I would suggest that A-Rod played under intense pressure last year, after the contract fiasco, the revelations about his private life, the breakup of his marriage, an apparent dalliance with an older woman who was also a celebrity, plus the pain in his hips. He’s never looked clutch, I have to admit, and was particularly unclutch last year, but it’s hard to draw a hard lesson from that experience. I’m happier saying that A-Rod is a great hitter who doesn’t always look like he enjoys being the man. That disconnect, it seems to me, is going to exaggerate his shortcomings. 

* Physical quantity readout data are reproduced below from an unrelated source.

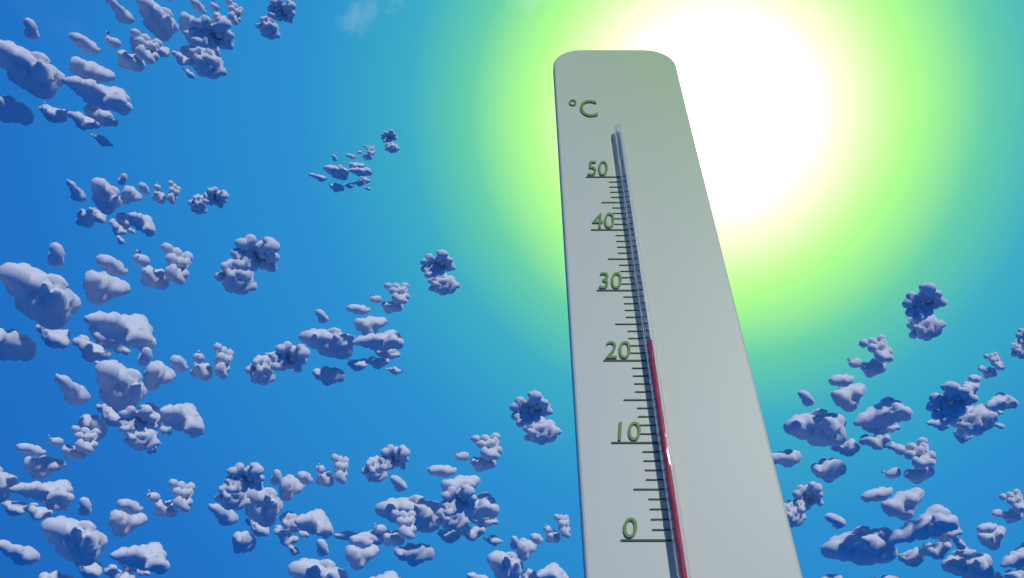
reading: 22 °C
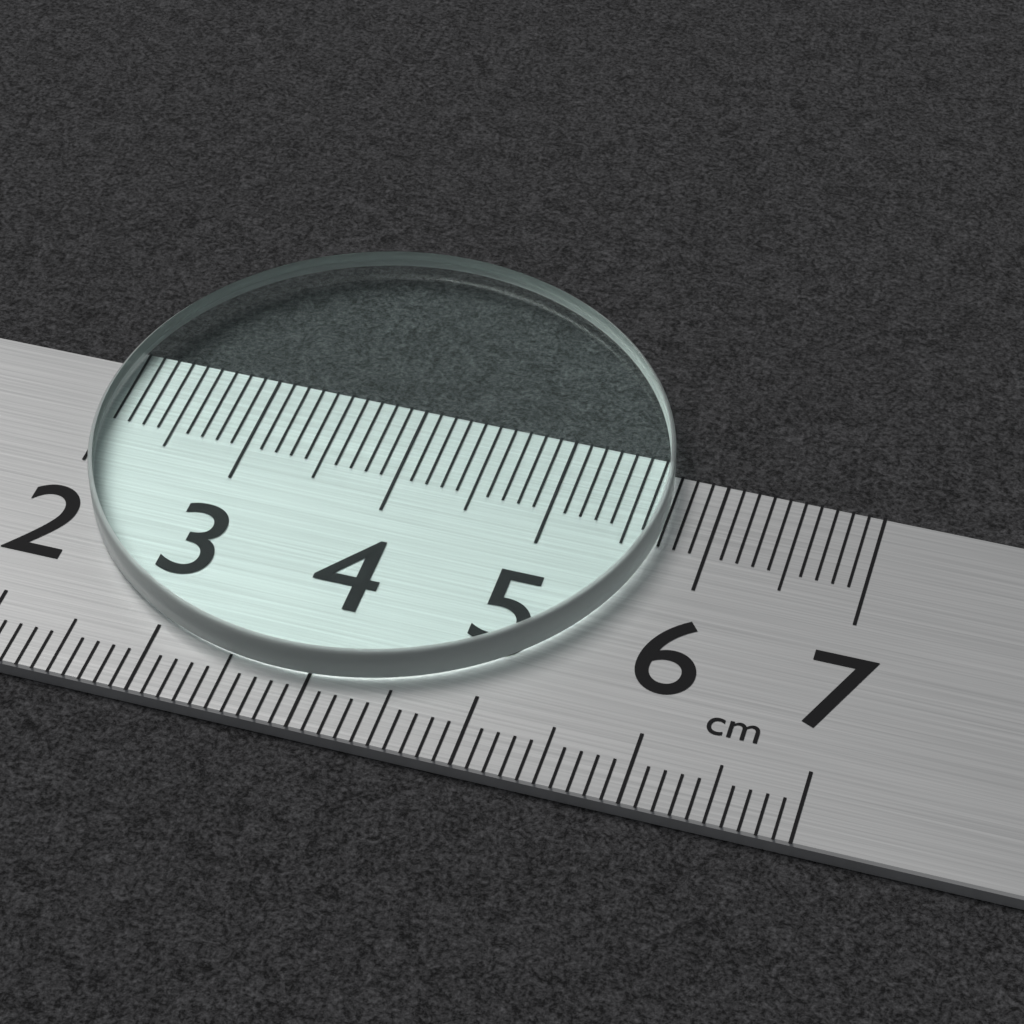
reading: 5.7 cm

Oh, as for this year and next, what’s in store for A-Rod? If the doctors are right he’s going to miss about six weeks of the season to post-surgery rehab, and probably another few weeks to extended spring training getting game ready. A mid-June return seems reasonable, and as Jon Williams correctly says, this isn’t the whole fix, it’s a patch job, so he probably won’t be 100 percent if all goes well.

My advice on these sorts of things is to be conservative, if you’re in a good position, and take a chance if you’re in a weak one. In keeper leagues, it’s easy to figure this out, because you can judge everyone’s keeper lists. If you have a good keeper list you don’t want A-Rod unless his price drops below $20, and even then it might be a mistake. The cost to you if he fails isn’t worth the risk. In the software I’m going to cut his output nearly in half. 

As a startup draft/auction strategy it gets a little tougher. A rule of thumb might be, if you end up with Johan Santana in your mixed league draft, target A-Rod many rounds later. But it doesn’t have to be Santana. He’s just going to be the most expensive of the risky guys and the first one to go. Look for other cheap but big upside players and make a team of them. Emphasis on cheap. 

The flaws in A-Rod’s personality are obvious, and it’s hard not to pay attention to them. But the obvious evidence of his talent and work ethic seems way more important. He’s hurt and we have to deal with it, but we’ll do a better job of that if we don’t overamp A-Rod’s demons. He’s worth the risk for the right teams this year and next.